Series · 7 parts Published June 16, 2026

Tax doc collector

A serverless system that takes the pain out of tax season for an accountant or bookkeeper. For each client it knows the checklist of documents needed, sends a secure request, collects what they upload, checks off what arrives, chases what’s missing, and tells the preparer the moment a file is complete. It reads each upload just enough to confirm the right document type; a human reviews before anything is marked final. Seven posts on the same system — one diagram at a time — with an engineering reference at the end.

  1. 01

    A tax doc collector on AWS for a few dollars a month

    The whole system on one page — a document intake, a tracker, and a dispatch piece, plus the moves they share for every client file.

  2. 02

    How a client file gets set up

    Three ways a client file starts — the Drive sheet itself, a one-tap copy from last year’s file, and a short intake form that picks the right checklist for the client type.

  3. 03

    How a document arrives and gets checked

    A client uploads on a secure page; the file lands in private storage; the collector reads it just enough to confirm the document type, matches it to a checklist item, and checks it off — pending a human review.

  4. 04

    How a client gets chased for missing docs

    A daily tick reads each file, sees what’s still missing, compares against the chase cadence, and picks one of four moves: complete, first request, reminder, escalate. No model on the tick.

  5. 05

    How a finished file reaches the preparer

    Three actions on a complete file: accept (the file moves to done), reject one item (the client gets a fresh request for just that item), and reopen (add a forgotten item back). Every action is logged.

  6. 06

    What the tax doc collector costs

    A few dollars a month at small-practice volume. The chase tick calls no models; Bedrock fires only when a document is uploaded and on the monthly summary.

  7. 07

    Engineering reference: the tax doc collector architecture

    Same system, drawn purely for engineers. Service names, resource identifiers, region, Bedrock model IDs, Lambda inventory, IAM scopes, the SES inbound rule set, EventBridge Scheduler config, and the DynamoDB schemas.

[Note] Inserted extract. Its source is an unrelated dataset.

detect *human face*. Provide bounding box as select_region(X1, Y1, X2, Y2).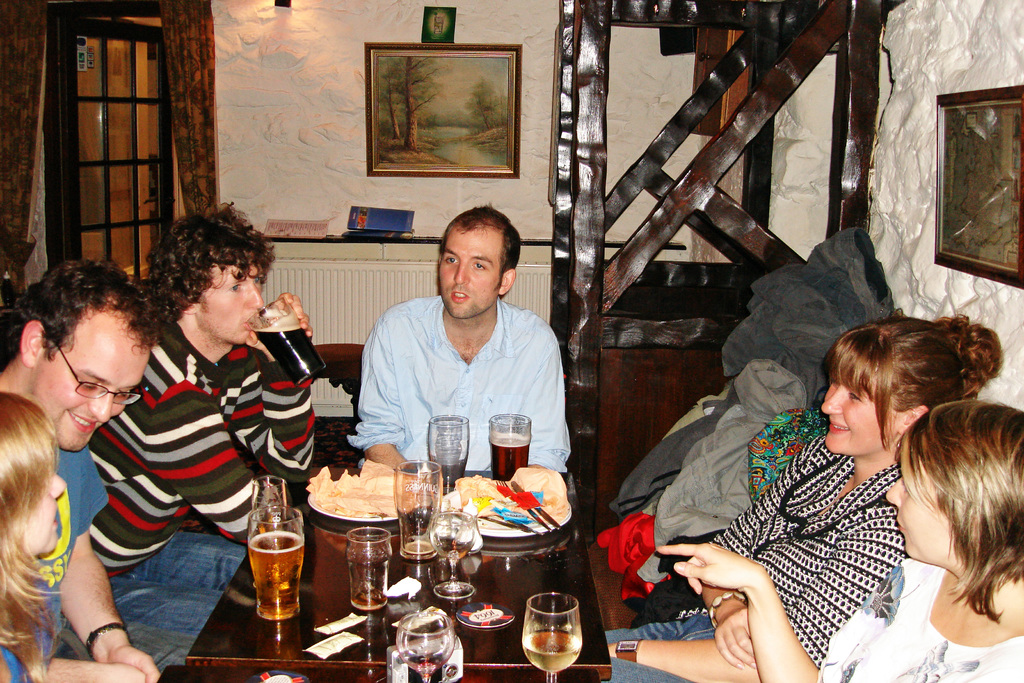
select_region(884, 454, 957, 559).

What is a tax doc collector?
A small serverless system for an accountant or bookkeeper. For each client it knows the checklist of documents needed, sends a secure upload request, collects what the client uploads, checks off what’s received, chases what’s still missing, and tells the preparer the moment a client’s file is complete. It reads each upload just enough to confirm it’s the right kind of document; a human always reviews before anything is marked final.
How much does it cost to run?
About $2.40/month at typical small-practice volume (around 200 active client files). The fixed cost is essentially zero. The variable cost is dominated by the document-reading lane that confirms each upload’s type; the daily tick that chases missing items is plain date arithmetic and costs pennies. At 1,000 active files the bill lands around $9.
Which AWS services does it use?
Lambda (Python 3.14, arm64) with Function URLs for the secure upload page and the action endpoints, EventBridge Scheduler for the daily chase tick, DynamoDB on-demand, S3 (versioned, private) for uploaded documents, SES inbound + outbound, Secrets Manager, CloudWatch Logs (7-day retention), AWS Budgets, and Bedrock (Claude Haiku 4.5 via Global cross-Region inference) for confirming each upload’s document type and for the monthly summary. No API Gateway, no NAT Gateway, no always-on compute, no Knowledge Base.
Where does the checklist live?
In a Google Sheet in a Drive folder. One row per client with name, client type, contact email, the checklist of documents owed, a due date, and a status per item. A small drive-sync Lambda mirrors the sheet to S3 every 15 minutes; the collector reads from S3 to keep Drive API calls predictable and to get S3 versioning for free.
Does the collector use AI?
Sparingly. The daily chase tick uses no AI — it’s plain Python that reads dates and statuses and decides whom to nudge. Bedrock Haiku 4.5 fires only when a client uploads a document (it reads the page just enough to confirm the type, for example “this looks like a W-2”) and once a month for the practice-summary narrative. Most of the system is deterministic by design, and a human reviews every file before it’s marked final.
How does a request reach the client without being noisy?
Each client type has its own chase cadence in the rules doc — the first request goes out on setup, then a reminder at day 7, day 14, and day 21 for anything still missing. Reminders respect quiet hours (default 6pm–8am local) and the holiday calendar. A client who has uploaded everything stops being chased. A client can pause the chase or hand off to a spouse or partner straight from the request.
What happens when a file is complete?
The collector marks the file ready-for-review and pings the preparer with a link to the per-client status board. The preparer reviews each uploaded document and either accepts it (file moves to done) or rejects one item with a note (the client gets a fresh request for just that item). Every action is recorded in the td-audit DynamoDB table with timestamp, client, action, by-user, and a before-and-after snapshot, so the trail is auditable for years.